Our experience does not usually discriminate a single actual entity as its object, but rather a whole nexus of them united by their prehensions.
An eternal object is supposed to bestow or withhold a specific, precise form of definiteness, but how can this be if every eternal object drags along with it, so to speak, the whole choir of eternal objects in virtue of the fact that its relationships to other eternal objects are internal relations?
Iconic symbols, he writes, «are nonobjective symbols that express the feelings, values, and hopes of subjects, or that organize and regulate the flow of interaction between subjects and objects or even point to the context or ground of that whole.
I long for a society in which modernity would have its full place but without implying the denial of elementary principles of human and familial ecology; for a society in which the diversity of ways of being, of living, and of desiring is accepted as fortunate, without allowing this diversity to be diluted in the reduction to the lowest common denominator, which effaces all differentiation; for a society in which, despite the technological deployment of virtual realities and the free play of critical intelligence, the simplest words — father, mother, spouse, parents — retain their meaning, at once symbolic and embodied; for a society in which children are welcomed and find their place, their whole place, without becoming objects that must be possessed at all costs, or pawns in a power struggle.

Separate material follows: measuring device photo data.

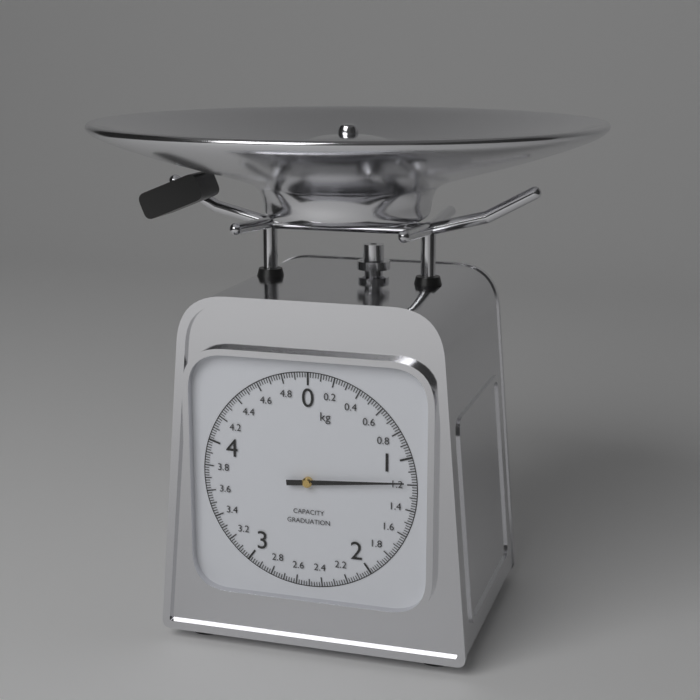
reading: 1.18 kg
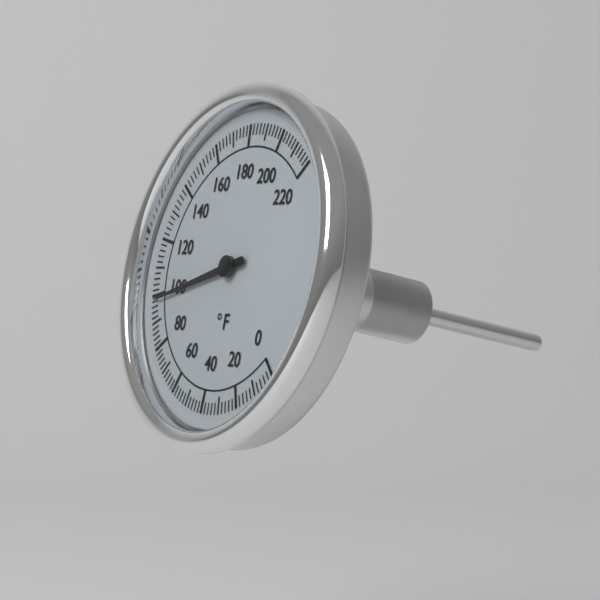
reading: 98 °F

Such particles existing on smaller and smaller scales seemingly reveal infinitesimal realms of existence and thus serve to redefine what we think of as the building blocks of reality itself and how its constituent objects interact with each other and with the universe as a whole.
The term moderate evolution might therefore be applied to a theory which simply inquires into the biological reality of man in accordance with the formal object of the biological sciences as defined by their methods and which affirms a real genetic connection between that human biological reality and the animal kingdom, but which also in accordance with the fundamental methodological principles of those sciences, can not and does not attempt to assert that it has made a statement adequate to the whole reality of man and to the origin of this whole reality.

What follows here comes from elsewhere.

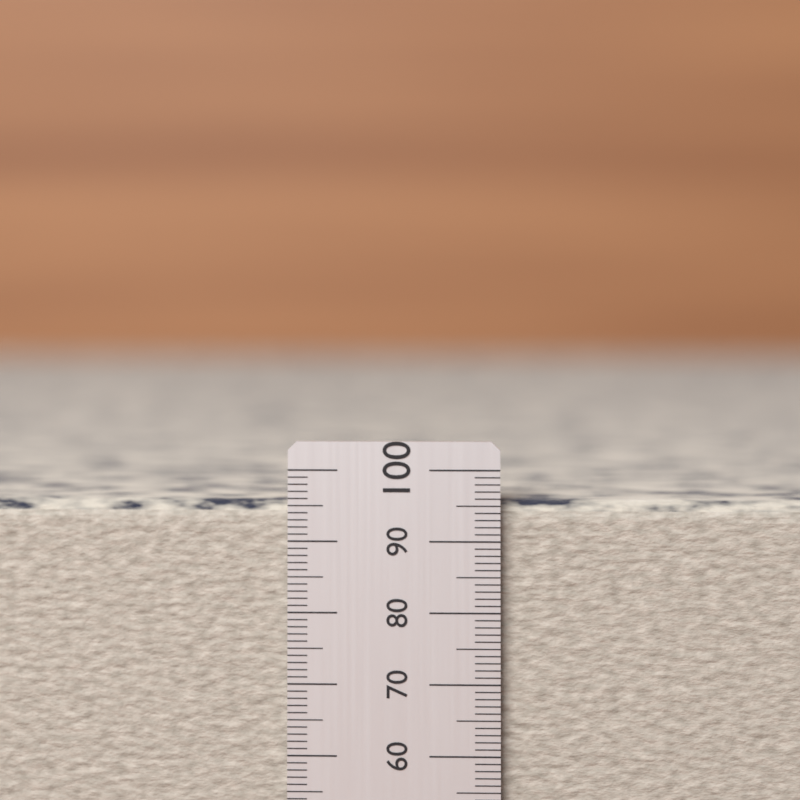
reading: 97 (no unit)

Whitehead says, «A society may be more or less corpuscular, according to the relative importance of the defining characteristics of the various enduring objects compared to that of the defining characteristic of the whole corpuscular nexus.»
It voices precisely that sense of difference in which anti-Semitism through its whole long course has found its real origin and provocation and which to this day continues, among the ignorant or bigoted, to make the Jewish people an object of suspicion and persecution.
Although a moderate theory of evolution is not objected to by the teaching Church at the present time, it does not follow that the theological question is thereby settled and that the whole matter henceforward is a purely scientific one.
Now this totality is not given but demanded; it can not be given, not only because the critique of the transcendental illusion accompanies it without fail, but because practical reason, in its dialectic, institutes a new antinomy; what it demands, in fact, is that happiness be added to morality; it thus requires to be added to the object of its aim, that this object may be whole, what it excluded from its principles, that they might be pure.
Objects such as books can be cut in half, and each half will have physically much the kind of unity the book as a whole previously had.
But fundamentally, these past occasions of the regionally included enduring object will be included in the later occasions of the including enduring object just as all past occasions are included — not in any special sense as part to whole.
«I believe that the object of that whole series of inquiries we call theology is always man before God and God before man,» he writes in one of the essays collected here.
«The object of Jesus» command is always the same — to evoke whole - hearted faith, to make us love God and our neighbour with all our heart and soul.